Elizabeth Kerlikowske is the author of six chapbooks of poetry (Postcards, Her Bodies, Last Hula, Suicide Notes, Rib, Chain of Lakes), a collection of children’s stories (Before the Rain), and a prose poem memoir of her father (The Shape of Dad). Her first full length book of poetry is from Mayapple Press (Dominant Hand.) Her work has also been featured in several recent anthologies including Nothing to Declare: a Guide to the Flash Sequence, Solace, and the Michigan writers anthology published by WMU. She has won the Detroit Auto Dealers Short Story Contest twice, the So To Speak magazine poetry award in 2004, The Binnacle’s 2008 Ultra-short Fiction Grand Prize, and numerous other prizes. She has received fellowships to the Atlantic Center for the Arts twice, Ragdale twice, the Georgia Arts and Letters Conference.
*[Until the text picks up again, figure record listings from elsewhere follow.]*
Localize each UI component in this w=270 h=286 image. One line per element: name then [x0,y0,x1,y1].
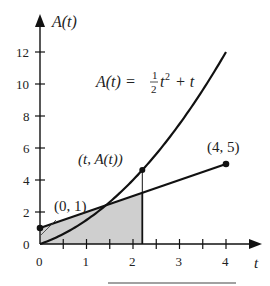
formula-fraction-num: 1 [152,69,158,81]
x-axis-arrow-icon [249,239,262,249]
y-tick-label: 0 [23,237,30,252]
formula-fraction-den: 2 [151,83,157,95]
x-tick-label: 0 [36,254,43,269]
label-point-4-5: (4, 5) [207,139,240,156]
y-tick-label: 6 [23,141,30,156]
formula-label: A(t) = [95,73,136,91]
y-axis-label: A(t) [51,13,77,31]
y-tick-label: 10 [16,77,29,92]
y-tick-label: 12 [16,45,29,60]
x-tick-label: 4 [222,254,229,269]
x-tick-label: 1 [83,254,90,269]
y-tick-label: 2 [23,205,30,220]
label-point-0-1: (0, 1) [54,198,87,215]
x-tick-label: 2 [129,254,136,269]
point-0-1 [37,225,44,232]
formula-exp: 2 [165,71,170,82]
point-4-5 [223,161,230,168]
formula-lhs: A(t) = [95,73,136,91]
y-tick-label: 4 [23,173,30,188]
x-axis-label: t [254,255,259,271]
chart: 01234 024681012 A(t) t A(t) = 1 2 t 2 + … [0,0,270,286]
point-t-At [139,167,145,173]
formula-rest: + t [171,73,195,90]
y-tick-label: 8 [23,109,30,124]
label-point-t-At: (t, A(t)) [78,151,123,168]
y-axis-arrow-icon [35,14,45,27]
x-tick-label: 3 [176,254,183,269]
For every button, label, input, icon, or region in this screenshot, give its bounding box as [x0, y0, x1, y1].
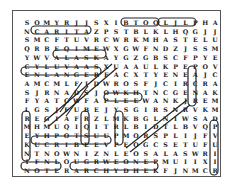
grid-letter[interactable]: O: [101, 88, 111, 97]
grid-letter[interactable]: O: [141, 18, 151, 27]
grid-letter[interactable]: Y: [32, 96, 42, 105]
grid-letter[interactable]: C: [121, 70, 131, 79]
grid-letter[interactable]: O: [131, 140, 141, 149]
grid-letter[interactable]: S: [81, 88, 91, 97]
grid-letter[interactable]: E: [161, 70, 171, 79]
grid-letter[interactable]: J: [171, 18, 181, 27]
grid-letter[interactable]: A: [62, 114, 72, 123]
grid-letter[interactable]: G: [131, 105, 141, 114]
grid-letter[interactable]: F: [180, 53, 190, 62]
grid-letter[interactable]: B: [131, 122, 141, 131]
grid-letter[interactable]: E: [121, 149, 131, 158]
grid-letter[interactable]: P: [210, 122, 220, 131]
grid-letter[interactable]: R: [91, 157, 101, 166]
grid-letter[interactable]: R: [151, 105, 161, 114]
grid-letter[interactable]: X: [200, 157, 210, 166]
grid-letter[interactable]: O: [131, 131, 141, 140]
grid-letter[interactable]: S: [111, 27, 121, 36]
grid-letter[interactable]: G: [141, 53, 151, 62]
grid-letter[interactable]: P: [161, 131, 171, 140]
grid-letter[interactable]: M: [52, 79, 62, 88]
grid-letter[interactable]: S: [81, 131, 91, 140]
grid-letter[interactable]: I: [111, 18, 121, 27]
grid-letter[interactable]: P: [190, 53, 200, 62]
grid-letter[interactable]: S: [171, 35, 181, 44]
grid-letter[interactable]: J: [151, 79, 161, 88]
grid-letter[interactable]: R: [52, 27, 62, 36]
grid-letter[interactable]: L: [161, 27, 171, 36]
grid-letter[interactable]: Z: [171, 44, 181, 53]
grid-letter[interactable]: R: [81, 114, 91, 123]
grid-letter[interactable]: I: [190, 157, 200, 166]
grid-letter[interactable]: N: [101, 149, 111, 158]
grid-letter[interactable]: J: [72, 18, 82, 27]
grid-letter[interactable]: I: [180, 157, 190, 166]
grid-letter[interactable]: J: [171, 166, 181, 175]
grid-letter[interactable]: Y: [200, 53, 210, 62]
grid-letter[interactable]: L: [171, 131, 181, 140]
grid-letter[interactable]: A: [171, 149, 181, 158]
grid-letter[interactable]: I: [81, 79, 91, 88]
grid-letter[interactable]: T: [52, 96, 62, 105]
grid-letter[interactable]: E: [81, 140, 91, 149]
grid-letter[interactable]: L: [151, 62, 161, 71]
grid-letter[interactable]: M: [32, 35, 42, 44]
grid-letter[interactable]: E: [32, 114, 42, 123]
grid-letter[interactable]: R: [210, 166, 220, 175]
grid-letter[interactable]: K: [121, 114, 131, 123]
grid-letter[interactable]: C: [151, 140, 161, 149]
grid-letter[interactable]: E: [200, 96, 210, 105]
grid-letter[interactable]: Y: [32, 62, 42, 71]
grid-letter[interactable]: B: [121, 18, 131, 27]
grid-letter[interactable]: E: [180, 62, 190, 71]
grid-letter[interactable]: C: [161, 88, 171, 97]
grid-letter[interactable]: W: [190, 149, 200, 158]
grid-letter[interactable]: T: [131, 18, 141, 27]
grid-letter[interactable]: C: [210, 70, 220, 79]
grid-letter[interactable]: R: [121, 35, 131, 44]
grid-letter[interactable]: T: [72, 27, 82, 36]
grid-letter[interactable]: G: [81, 157, 91, 166]
grid-letter[interactable]: L: [121, 122, 131, 131]
grid-letter[interactable]: F: [22, 96, 32, 105]
grid-letter[interactable]: I: [210, 157, 220, 166]
grid-letter[interactable]: A: [81, 27, 91, 36]
grid-letter[interactable]: I: [141, 122, 151, 131]
grid-letter[interactable]: L: [151, 114, 161, 123]
grid-letter[interactable]: O: [121, 79, 131, 88]
grid-letter[interactable]: E: [171, 140, 181, 149]
grid-letter[interactable]: S: [161, 140, 171, 149]
grid-letter[interactable]: E: [141, 166, 151, 175]
grid-letter[interactable]: A: [62, 88, 72, 97]
grid-letter[interactable]: F: [161, 166, 171, 175]
grid-letter[interactable]: N: [22, 27, 32, 36]
grid-letter[interactable]: P: [151, 157, 161, 166]
grid-letter[interactable]: M: [210, 44, 220, 53]
grid-letter[interactable]: R: [200, 79, 210, 88]
grid-letter[interactable]: U: [210, 140, 220, 149]
grid-letter[interactable]: U: [111, 62, 121, 71]
grid-letter[interactable]: A: [200, 88, 210, 97]
grid-letter[interactable]: V: [62, 62, 72, 71]
grid-letter[interactable]: F: [141, 79, 151, 88]
grid-letter[interactable]: F: [52, 35, 62, 44]
grid-letter[interactable]: T: [32, 149, 42, 158]
grid-letter[interactable]: A: [210, 79, 220, 88]
grid-letter[interactable]: I: [210, 149, 220, 158]
grid-letter[interactable]: U: [32, 140, 42, 149]
grid-letter[interactable]: K: [151, 166, 161, 175]
grid-letter[interactable]: P: [111, 131, 121, 140]
grid-letter[interactable]: R: [141, 131, 151, 140]
grid-letter[interactable]: L: [161, 18, 171, 27]
grid-letter[interactable]: E: [22, 70, 32, 79]
grid-letter[interactable]: N: [52, 88, 62, 97]
grid-letter[interactable]: M: [190, 166, 200, 175]
grid-letter[interactable]: A: [190, 70, 200, 79]
grid-letter[interactable]: R: [111, 79, 121, 88]
grid-letter[interactable]: J: [101, 105, 111, 114]
grid-letter[interactable]: B: [151, 53, 161, 62]
grid-letter[interactable]: J: [190, 131, 200, 140]
grid-letter[interactable]: A: [111, 70, 121, 79]
grid-letter[interactable]: I: [52, 114, 62, 123]
grid-letter[interactable]: J: [81, 18, 91, 27]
She has been publishing poetry and fiction in journals and magazines for over twenty years as well as children’s stories in Guideposts for Kids (online) and New Moon, A Magazine for Girls.
Elizabeth recently retired from Kellogg Community College and completed her doctorate at Western Michigan University in 2007. She is president of Friends of Poetry, an organization in Kalamazoo dedicated to the enjoyment of the reading and writing of poetry. The group runs the annual POEMS THAT ATE OUR EARS contest, sponsors a reading series, and used to choose one poem each year which becomes a poetry mural on a downtown Kalamazoo wall. 9 murals are still intact. She also makes visual art that is typicaly big or illuminated.

MARY HATCH’s work is included in more than 300 public and private collections in the US and Canada including the Michigan Commission on Arts in Public Places. She was a finalist in Michigan’s first Percent for Art Program for the new State Library/Museum/Archives Building. Her painting She Drops Her Glove and He is There received the Michigan Artists Competition Purchase Prize, and was added to the Michigan Collection. Two Michigan Council for the Arts Grants resulted in invitational exhibits for grant recipients and inclusion in “Artists in Michigan”, the Michigan Council for the Arts, 20th Anniversary Catalog. As well as winning two awards in the National Association of Women’s Annual Exhibits in NYC, Hatch has exhibited throughout the US with a focus on Michigan, Chicago and New York City. Mary Hatch’s work was included in the inaugural exhibition at Western Michigan University’s Richmond Center for Visual Arts. Prior to this, her painting White Lies won the Grand & Purchase Prize in the West Michigan Area Show, adding this work to the permanent collection of the Kalamazoo Institute of Arts.

Her work has been the focus of numerous articles & reviews in such publications as Encore, The New Art Examiner, West Michigan Magazine, Women’s Quarterly Review NYC, Passages North, Chicago Artists Coalition, Ann Arbor News, The Detroit NewsArtspeak New York, and The Reader Chicago and the Kalamazoo Gazette.